The guy ultimately took a pseudonym. That “Winston Beard,” which is his pseudonym, who I ‘in theory’ wrote this with, is actually this Oscar-winning guy James Goldman. The end of this story is that much later I was having lunch with a guy at Universal that used to work at HBO, and we were talking about how they were having some pretty good HBO movies at the time. I mentioned Citizen X being one of them. And he said “that was an experiment we had where we got these old screenwriters who weren’t really working much to come back and write screenplays, and it was pretty successful. Except for James Goldman.” And I said, “why?” And he said “well, we found out afterword that what he does is he takes the money and then he gives it to some college student to actually write the screenplay for him.”

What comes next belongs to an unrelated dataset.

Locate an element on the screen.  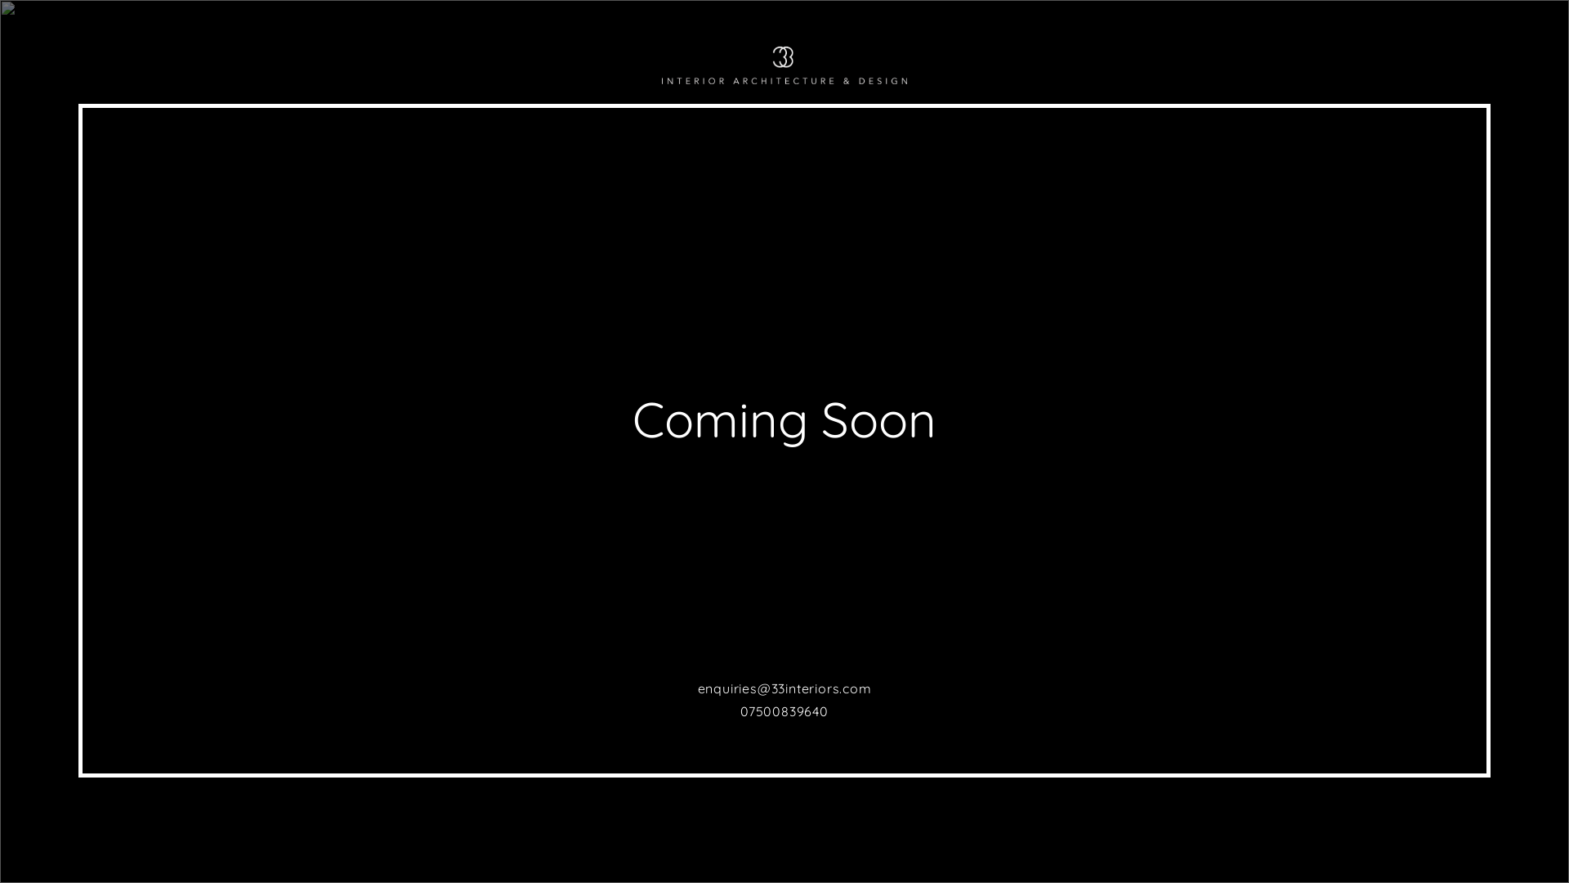
07500839640 is located at coordinates (785, 711).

So, it did read like a sort of 21-year-old’s wanna-be screenwrite. I kept my name on it, and I really thought about taking it off, because when it’s your first one, even if it’s a straight to video piece of crap it’s sort of hard to take your name off. Also, it got me into the writer’s guild, and that was only because by writing it with James Goldman, it automatically made me a writer’s guild member. So that was the good thing. But then they got this young director, he was a nice guy too, but I don’t think he was prepared for dealing with the challenges of working with that company, and making the movie with the money he had. On top of that, their casting choices: Adam Ant, Grace Jones, Monty Kemp from Spandau Ballet…all they need to do was hire Lamall from Kajagoogoo and they pretty much covered the 80’s alternative rock scene. It was just a fucked up mess. And then they called it “Cyberbandits,” which is just…

U.S: Great title.

J.R.: A great title, yeah…What that did get me ironically was the WG membership, but then it also got me into the CAA. I’m a very lucky guy, although when you see League you might not think so. That got me an agent at CAA, and that got me a few more contacts while I was still a comic book writer, and then I made the transition, thanks again to David Goyer, over to Endeavor, where I’ve been for five years.

U.S: A lot of people seem to leave CAA eventually.

J.R.: It was good in the very short term, but I did feel like the tiniest little fish in the ocean.